Rather than heading out to hit the usual restaurants and bars of Live Oak on this Friday night, I am staying at home. I have dumped a little more cash at these places than I would prefer over the past couple of weeks, and also my body is telling me to take a break.
So I stay in and try to watch the College World Series- Ole Miss versus UVA- but that gets rained out. There is also World Cup soccer. This is okay entertainment, but I really do not understand the game of soccer well enough to appreciate it, and I grow tired of watching players flop on the ground in fake agony, only to hop up like nothing happened. I suppose if I had been raised playing soccer, like I was with baseball, the World Cup would be more meaningful to me.
So I am alone with my thoughts, sitting in my living room. After typing a couple of pages for the novel I am working on, I head out to look at the stars at around 2:30 am. My handheld planetarium/ GPS tells me that Saturn is up and points me to where it is in the sky. Unfortunately, oak trees block my view.

If I could see Saturn, I would bring out my telescope. The last time I viewed Saturn through my scope was in 2005 at Carolina Beach, NC. My scope is strong enough for me to clearly see the rings of Saturn.
The summer triangle is directly overhead, consisting of the stars Altair, Deneb and Vega.

Looking up at the stars is always a wondrous thing for me. It reminds me of how much there is out there to explore and learn. The human species has not even gotten started. Our existence is like the blink of an eye in the lifetime of what is to come.
Studying the stars sometimes triggers sadness in me, though. I admit that I am prone to little bouts with depression, especially on nights like this when I am alone. But I do not worry about that too much. In truth, I think it is a natural part of the human condition to be depressed at times. A person who is never depressed is not really paying attention to the world around them, in my opinion. Perhaps that is the happiest way to go through life, though- to stay busy with work or family or whatever and just not think about things too much. I am happiest now when I am at work, caught up in arguing a case in front of a judge or jury, or battling the prosecutor about some other matter. It keeps my mind occupied.
Looking up at the stars makes me feel claustrophobic as well. To think these stars in constellations like the Big Dipper and Orion are the closest to earth, and they are still thousands and millions of light years away, untouchable and unreachable, and to know that there are perhaps billions of galaxies- not stars, galaxies- out in the darkness that I cannot see, creates in me the sensation that I am like a frog trapped in a glass jar.
In law school, I experienced for the first time the frustration of not being smarter. I recognized that the professors there, and some of the students, could run circles around me intellectually. I sometimes as well felt their contempt for me in not being able to keep up.
This has helped me be more patient in dealing with clients in my job with the Public Defender’s Office, as I have seen other lawyers look at the clients the same way that I saw some professors look at me.
One of my classmates with whom I have remained in contact after graduation said to me, “I can understand the allure of being a Public Defender. When you’re talking with clients, you’re always the smartest guy in the room.”
I had never thought of it that way, but I suppose he is right. That view kind of takes the nobility out of the work, though.
Anyway, the stars remind me of law school and that I am not nearly smart enough to understand the universe the way other humans on this planet do. And even the most intelligent humans who have ever lived probably have the equivalent of a gnat’s comprehension of the true nature of our existence. There are those scientists who hypothesize that multiple other universes exist in other dimensions, perhaps an infinite number of dimensions and universes, both larger and smaller than our own. I suspect they are right, and all of this is just far more complex than I or any human can ever hope to fathom. There is claustrophobia at what I cannot see and sense and understand.

This is part of my frustration with religions, as well. Religions just offer too simple an explanation of our existence and purpose. Yet many people insist that you believe the same as they do, or you are not socially acceptable, and you also risk some sort of eternal punishment.
This blog entry is a ramble, but these are the things on my mind at 2:30 in the morning, in my back yard, looking up at the night sky.
Saturday night will be different. I plan to go out, have a nice meal with adult beverages, and enjoy listening to a band play Southern Rock music. I will watch the beautiful women of Suwannee County who also decide to come out, and I will try to have a conversation with them. I hope I will be generally distracted, and I hope it will be fun.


Work request: Your task is to gather the lines below that hold the string "their".

Data supplied:

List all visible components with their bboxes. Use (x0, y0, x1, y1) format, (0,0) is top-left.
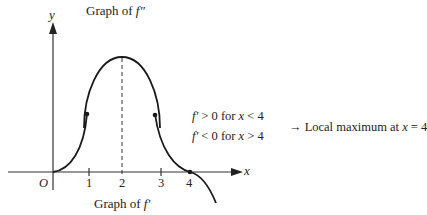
conclusion-text: Local maximum at (302, 120, 403, 134)
y-axis-arrowhead (49, 22, 57, 34)
right-arrow-icon: → (289, 120, 302, 134)
conclusion: → Local maximum at x = 4 (289, 121, 427, 134)
title-bottom: Graph of f′ (94, 197, 150, 210)
condition-1-rel: > 0 for (198, 109, 238, 123)
title-top-prefix: Graph of (86, 3, 136, 18)
point-left (85, 112, 90, 117)
x-axis-label: x (244, 164, 250, 177)
point-x4 (188, 170, 193, 175)
title-bottom-fn: f′ (144, 196, 150, 211)
conclusion-value: = 4 (408, 120, 427, 134)
y-axis-label: y (49, 8, 55, 21)
x-axis-arrowhead (231, 168, 243, 176)
graph-diagram (0, 0, 427, 215)
f-prime-curve-left (53, 114, 87, 172)
title-top: Graph of f″ (86, 4, 145, 17)
condition-2-rel: < 0 for (198, 129, 238, 143)
origin-label: O (39, 177, 48, 190)
title-top-fn: f″ (136, 3, 145, 18)
tick-label-4: 4 (186, 177, 192, 190)
condition-line-2: f′ < 0 for x > 4 (192, 130, 264, 143)
tick-label-3: 3 (158, 177, 164, 190)
condition-1-cmp: < 4 (244, 109, 264, 123)
point-right (153, 113, 158, 118)
condition-line-1: f′ > 0 for x < 4 (192, 110, 264, 123)
title-bottom-prefix: Graph of (94, 196, 144, 211)
condition-2-cmp: > 4 (244, 129, 264, 143)
tick-label-1: 1 (86, 177, 92, 190)
tick-label-2: 2 (119, 177, 125, 190)
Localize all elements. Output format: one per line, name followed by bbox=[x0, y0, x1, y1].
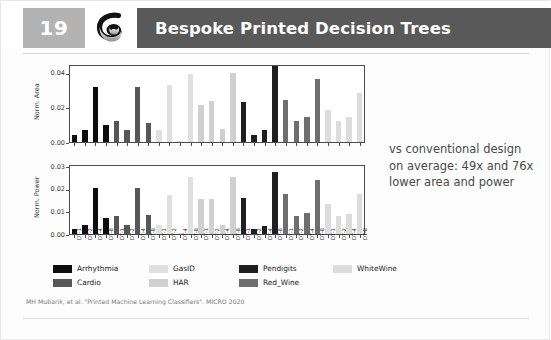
header-divider bbox=[23, 53, 529, 54]
legend-swatch bbox=[149, 279, 168, 287]
legend-label: Arrhythmia bbox=[77, 264, 118, 273]
x-tick-mark bbox=[317, 143, 318, 146]
x-tick-mark bbox=[254, 235, 255, 238]
legend-swatch bbox=[239, 279, 258, 287]
bar bbox=[315, 79, 320, 142]
y-tick-mark bbox=[66, 190, 69, 191]
bar bbox=[230, 73, 235, 142]
x-tick-mark bbox=[117, 143, 118, 146]
x-tick-mark bbox=[254, 143, 255, 146]
slide-header: 19 Bespoke Printed Decision Trees bbox=[1, 1, 551, 48]
y-tick-mark bbox=[66, 108, 69, 109]
x-tick-mark bbox=[265, 143, 266, 146]
bar bbox=[304, 117, 309, 142]
legend-item: Red_Wine bbox=[239, 277, 299, 288]
x-tick-mark bbox=[286, 235, 287, 238]
bar bbox=[188, 74, 193, 142]
x-tick-mark bbox=[180, 235, 181, 238]
x-tick-mark bbox=[74, 143, 75, 146]
bar bbox=[272, 172, 277, 234]
y-tick-mark bbox=[66, 235, 69, 236]
legend-label: GasID bbox=[173, 264, 195, 273]
x-tick-mark bbox=[85, 143, 86, 146]
x-tick-mark bbox=[95, 143, 96, 146]
x-tick-mark bbox=[222, 143, 223, 146]
charts-container: Norm. Area0.000.020.04Norm. Power0.000.0… bbox=[25, 61, 375, 261]
bar bbox=[325, 110, 330, 142]
bar bbox=[167, 85, 172, 142]
legend-item: GasID bbox=[149, 263, 195, 274]
x-tick-mark bbox=[328, 235, 329, 238]
x-tick-label: DT-2 bbox=[171, 228, 177, 240]
x-tick-mark bbox=[275, 143, 276, 146]
x-tick-mark bbox=[201, 235, 202, 238]
summary-note: vs conventional design on average: 49x a… bbox=[389, 141, 539, 191]
x-tick-mark bbox=[191, 235, 192, 238]
footer-divider bbox=[23, 318, 529, 319]
x-tick-mark bbox=[191, 143, 192, 146]
bar bbox=[357, 93, 362, 142]
legend-label: Cardio bbox=[77, 278, 101, 287]
legend-item: HAR bbox=[149, 277, 189, 288]
y-tick-mark bbox=[66, 74, 69, 75]
x-tick-mark bbox=[307, 143, 308, 146]
page-title: Bespoke Printed Decision Trees bbox=[155, 8, 545, 48]
y-tick-mark bbox=[66, 212, 69, 213]
legend-swatch bbox=[333, 265, 352, 273]
legend-item: Arrhythmia bbox=[53, 263, 118, 274]
legend-item: Pendigits bbox=[239, 263, 297, 274]
bar bbox=[146, 123, 151, 142]
x-tick-label: DT-8 bbox=[362, 228, 368, 240]
legend-label: HAR bbox=[173, 278, 189, 287]
bar bbox=[220, 129, 225, 142]
x-tick-mark bbox=[286, 143, 287, 146]
bar bbox=[230, 177, 235, 234]
bar bbox=[241, 102, 246, 142]
x-tick-mark bbox=[233, 235, 234, 238]
x-tick-mark bbox=[349, 143, 350, 146]
x-tick-mark bbox=[212, 235, 213, 238]
x-tick-mark bbox=[159, 143, 160, 146]
bar bbox=[251, 135, 256, 142]
x-tick-mark bbox=[127, 143, 128, 146]
x-tick-mark bbox=[159, 235, 160, 238]
bar bbox=[188, 177, 193, 234]
summary-note-line-3: lower area and power bbox=[389, 174, 539, 191]
bar bbox=[114, 121, 119, 142]
legend-label: Pendigits bbox=[263, 264, 297, 273]
legend-label: WhiteWine bbox=[357, 264, 397, 273]
x-tick-mark bbox=[106, 235, 107, 238]
slide-number: 19 bbox=[23, 8, 85, 48]
bar bbox=[346, 117, 351, 142]
x-tick-mark bbox=[169, 143, 170, 146]
legend-item: WhiteWine bbox=[333, 263, 397, 274]
x-tick-mark bbox=[138, 235, 139, 238]
footer-citation: MH Mubarik, et al. "Printed Machine Lear… bbox=[26, 298, 244, 305]
x-tick-mark bbox=[275, 235, 276, 238]
bar bbox=[198, 105, 203, 142]
y-axis-label: Norm. Area bbox=[33, 83, 41, 120]
legend-swatch bbox=[53, 279, 72, 287]
y-tick-mark bbox=[66, 167, 69, 168]
x-tick-mark bbox=[138, 143, 139, 146]
bar bbox=[72, 135, 77, 142]
y-tick-label: 0.00 bbox=[39, 140, 65, 147]
y-tick-label: 0.00 bbox=[39, 232, 65, 239]
x-tick-mark bbox=[212, 143, 213, 146]
bar bbox=[103, 125, 108, 142]
summary-note-line-2: on average: 49x and 76x bbox=[389, 158, 539, 175]
x-tick-mark bbox=[148, 143, 149, 146]
x-tick-mark bbox=[339, 143, 340, 146]
bar bbox=[93, 87, 98, 142]
x-tick-mark bbox=[106, 143, 107, 146]
y-tick-mark bbox=[66, 143, 69, 144]
y-tick-label: 0.02 bbox=[39, 186, 65, 193]
legend-item: Cardio bbox=[53, 277, 101, 288]
legend-swatch bbox=[239, 265, 258, 273]
x-tick-mark bbox=[127, 235, 128, 238]
x-tick-mark bbox=[360, 235, 361, 238]
y-tick-label: 0.01 bbox=[39, 209, 65, 216]
bar bbox=[315, 180, 320, 234]
x-tick-mark bbox=[117, 235, 118, 238]
x-tick-mark bbox=[180, 143, 181, 146]
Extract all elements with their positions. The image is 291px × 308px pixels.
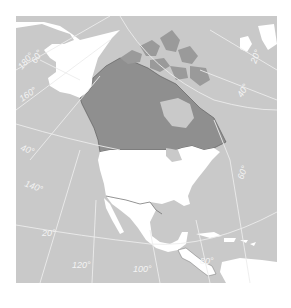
- label-lon-80: 80°: [200, 256, 214, 266]
- label-lat-20-w: 20°: [41, 228, 56, 238]
- south-america-landmass: [220, 258, 277, 283]
- map-frame: 180° 60° 160° 40° 140° 20° 120° 100° 80°…: [16, 16, 277, 283]
- label-lon-100: 100°: [133, 264, 152, 274]
- label-lon-120: 120°: [72, 260, 91, 270]
- map-svg: 180° 60° 160° 40° 140° 20° 120° 100° 80°…: [16, 16, 277, 283]
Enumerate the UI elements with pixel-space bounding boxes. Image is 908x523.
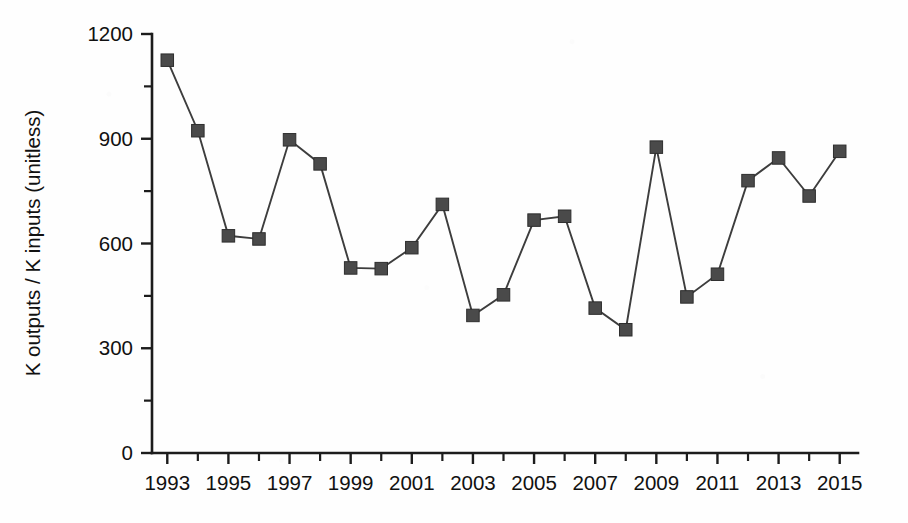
data-point-marker xyxy=(375,262,388,275)
x-tick-label: 2003 xyxy=(450,471,496,494)
data-point-marker xyxy=(803,190,816,203)
data-point-marker xyxy=(833,145,846,158)
data-point-marker xyxy=(528,214,541,227)
data-point-marker xyxy=(436,198,449,211)
y-tick-label: 1200 xyxy=(87,22,133,45)
data-point-marker xyxy=(222,230,235,243)
y-axis-ticks xyxy=(141,34,152,453)
y-tick-label: 0 xyxy=(122,441,133,464)
x-tick-label: 2013 xyxy=(756,471,802,494)
y-tick-label: 900 xyxy=(99,127,133,150)
data-point-marker xyxy=(558,210,571,223)
x-tick-label: 1993 xyxy=(144,471,190,494)
data-point-marker xyxy=(742,174,755,187)
x-tick-label: 1999 xyxy=(328,471,374,494)
data-point-marker xyxy=(283,134,296,147)
x-axis-tick-labels: 1993199519971999200120032005200720092011… xyxy=(144,471,862,494)
data-point-marker xyxy=(314,158,327,171)
x-tick-label: 2011 xyxy=(695,471,739,494)
data-point-marker xyxy=(711,268,724,281)
data-point-marker xyxy=(467,309,480,322)
x-tick-label: 2001 xyxy=(389,471,435,494)
y-axis-title: K outputs / K inputs (unitless) xyxy=(21,110,44,377)
data-point-marker xyxy=(406,241,419,254)
x-tick-label: 1997 xyxy=(267,471,313,494)
x-tick-label: 2015 xyxy=(817,471,863,494)
y-axis-tick-labels: 03006009001200 xyxy=(87,22,133,464)
data-point-marker xyxy=(772,152,785,165)
data-point-marker xyxy=(681,291,694,304)
data-point-marker xyxy=(497,289,510,302)
x-axis-ticks xyxy=(167,453,839,464)
chart-page: 03006009001200 1993199519971999200120032… xyxy=(0,0,908,523)
x-tick-label: 1995 xyxy=(206,471,252,494)
y-tick-label: 300 xyxy=(99,336,133,359)
x-tick-label: 2009 xyxy=(634,471,680,494)
line-chart: 03006009001200 1993199519971999200120032… xyxy=(0,0,908,523)
data-point-marker xyxy=(253,233,265,246)
data-point-marker xyxy=(192,124,205,137)
data-point-marker xyxy=(650,141,663,154)
data-point-marker xyxy=(589,302,602,315)
x-tick-label: 2005 xyxy=(511,471,557,494)
data-point-marker xyxy=(161,54,174,67)
y-tick-label: 600 xyxy=(99,232,133,255)
x-tick-label: 2007 xyxy=(572,471,618,494)
data-point-marker xyxy=(620,323,633,336)
data-point-marker xyxy=(344,262,357,275)
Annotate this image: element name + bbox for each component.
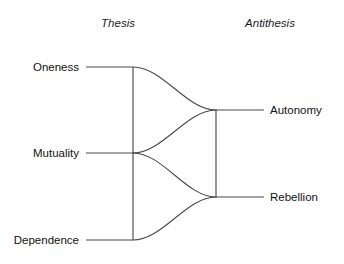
column-header-antithesis: Antithesis <box>244 17 295 29</box>
node-label-rebellion: Rebellion <box>270 191 318 203</box>
node-label-oneness: Oneness <box>33 61 79 73</box>
curve-oneness-to-autonomy <box>133 67 216 110</box>
curve-mutuality-to-rebellion <box>133 153 216 197</box>
node-label-dependence: Dependence <box>14 234 79 246</box>
dialectic-diagram: Thesis Antithesis Oneness Mutuality Depe… <box>0 0 344 264</box>
diagram-canvas: Thesis Antithesis Oneness Mutuality Depe… <box>0 0 344 264</box>
column-header-thesis: Thesis <box>101 17 135 29</box>
node-label-autonomy: Autonomy <box>270 104 322 116</box>
curve-mutuality-to-autonomy <box>133 110 216 153</box>
curve-dependence-to-rebellion <box>133 197 216 240</box>
node-label-mutuality: Mutuality <box>33 147 79 159</box>
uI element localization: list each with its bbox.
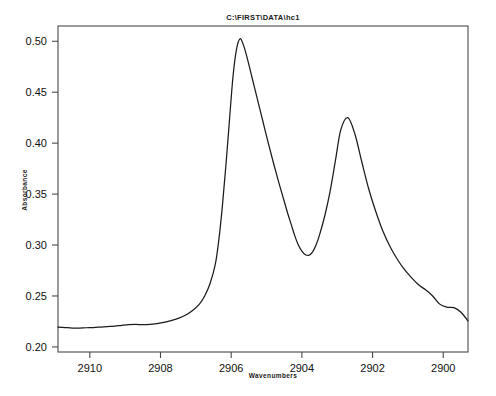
y-tick-label: 0.40 <box>26 137 47 149</box>
x-axis-title: Wavenumbers <box>249 372 298 379</box>
x-tick-label: 2902 <box>360 362 384 374</box>
spectrum-figure: C:\FIRST\DATA\hc1 0.200.250.300.350.400.… <box>0 0 496 396</box>
y-tick-label: 0.20 <box>26 341 47 353</box>
page-title: C:\FIRST\DATA\hc1 <box>226 13 300 22</box>
y-tick-label: 0.35 <box>26 188 47 200</box>
x-tick-label: 2900 <box>431 362 455 374</box>
y-tick-label: 0.25 <box>26 290 47 302</box>
x-tick-label: 2910 <box>78 362 102 374</box>
y-axis-title: Absorbance <box>21 169 28 211</box>
x-tick-label: 2906 <box>219 362 243 374</box>
y-tick-label: 0.50 <box>26 35 47 47</box>
x-tick-label: 2908 <box>148 362 172 374</box>
y-tick-label: 0.30 <box>26 239 47 251</box>
y-tick-label: 0.45 <box>26 86 47 98</box>
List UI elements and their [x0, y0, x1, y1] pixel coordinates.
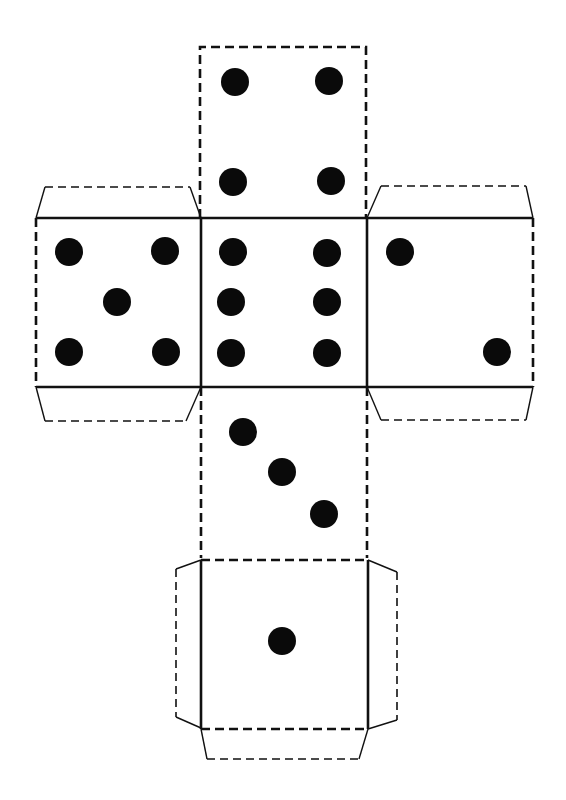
face-four-pips: [219, 67, 345, 196]
right-bottom-tab: [367, 387, 533, 420]
face-six-pips: [217, 238, 341, 367]
face-five-pips: [55, 237, 180, 366]
bottom-right-tab: [368, 560, 397, 729]
right-top-tab: [367, 186, 533, 218]
face-one-pip: [268, 627, 296, 655]
bottom-bottom-tab: [201, 729, 368, 759]
left-top-tab: [36, 187, 201, 218]
face-outlines: [36, 47, 533, 729]
face-two-pips: [386, 238, 511, 366]
face-three-pips: [229, 418, 338, 528]
left-bottom-tab: [36, 387, 201, 421]
dice-net-svg: [0, 0, 566, 800]
bottom-left-tab: [176, 560, 201, 728]
dice-net-diagram: [0, 0, 566, 800]
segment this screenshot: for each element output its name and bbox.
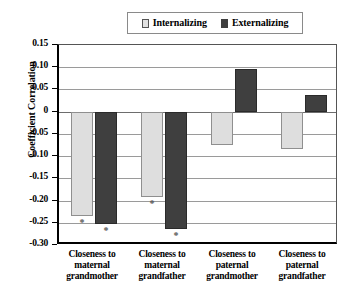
y-axis-tick-label: 0.10	[0, 61, 48, 71]
y-axis-tick	[52, 244, 57, 245]
x-axis-category-line: grandfather	[268, 271, 336, 282]
bar-internalizing	[211, 112, 233, 145]
bar-internalizing	[141, 112, 163, 198]
x-axis-category-line: Closeness to	[198, 249, 266, 260]
x-axis-category-line: maternal	[128, 260, 196, 271]
y-axis-tick-label: -0.15	[0, 172, 48, 182]
bar-externalizing	[235, 69, 257, 112]
y-axis-tick-label: 0.05	[0, 83, 48, 93]
x-axis-category-line: grandmother	[58, 271, 126, 282]
x-axis-category-line: Closeness to	[58, 249, 126, 260]
x-axis-category-line: grandmother	[198, 271, 266, 282]
significance-asterisk: *	[171, 231, 181, 241]
legend-item-internalizing: Internalizing	[142, 18, 207, 28]
x-axis-category-line: Closeness to	[268, 249, 336, 260]
significance-asterisk: *	[77, 218, 87, 228]
x-axis-category-label: Closeness topaternalgrandfather	[267, 249, 337, 299]
x-axis-category-label: Closeness tomaternalgrandfather	[127, 249, 197, 299]
bar-series-container: ****	[59, 45, 336, 242]
x-axis-category-label: Closeness tomaternalgrandmother	[57, 249, 127, 299]
y-axis-tick-label: 0	[0, 106, 48, 116]
x-axis-category-line: paternal	[268, 260, 336, 271]
x-axis-category-line: Closeness to	[128, 249, 196, 260]
bar-internalizing	[71, 112, 93, 216]
y-axis-tick-label: -0.05	[0, 128, 48, 138]
x-axis-category-line: grandfather	[128, 271, 196, 282]
bar-externalizing	[95, 112, 117, 224]
chart-legend: Internalizing Externalizing	[127, 12, 303, 34]
y-axis-tick-label: -0.30	[0, 239, 48, 249]
bar-chart: Internalizing Externalizing Coefficient …	[0, 0, 349, 302]
legend-label-externalizing: Externalizing	[232, 18, 288, 28]
legend-swatch-icon-internalizing	[142, 19, 149, 28]
significance-asterisk: *	[147, 199, 157, 209]
legend-swatch-icon-externalizing	[221, 19, 228, 28]
y-axis-tick-label: -0.25	[0, 217, 48, 227]
legend-label-internalizing: Internalizing	[153, 18, 207, 28]
y-axis-tick-label: 0.15	[0, 39, 48, 49]
y-axis-tick-label: -0.20	[0, 195, 48, 205]
plot-area: ****	[57, 44, 337, 244]
bar-externalizing	[305, 95, 327, 111]
bar-externalizing	[165, 112, 187, 230]
legend-item-externalizing: Externalizing	[221, 18, 288, 28]
x-axis-categories: Closeness tomaternalgrandmotherCloseness…	[57, 249, 337, 299]
x-axis-category-line: paternal	[198, 260, 266, 271]
x-axis-category-label: Closeness topaternalgrandmother	[197, 249, 267, 299]
significance-asterisk: *	[101, 226, 111, 236]
bar-internalizing	[281, 112, 303, 150]
y-axis-tick-label: -0.10	[0, 150, 48, 160]
x-axis-category-line: maternal	[58, 260, 126, 271]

Solution to the problem:
List all visible components with their bboxes. Use (x0, y0, x1, y1) format, (0,0) is top-left.
Extract all elements with their positions. The image is 291px × 308px pixels.
List UI elements and their [x0, y0, x1, y1] pixel coordinates.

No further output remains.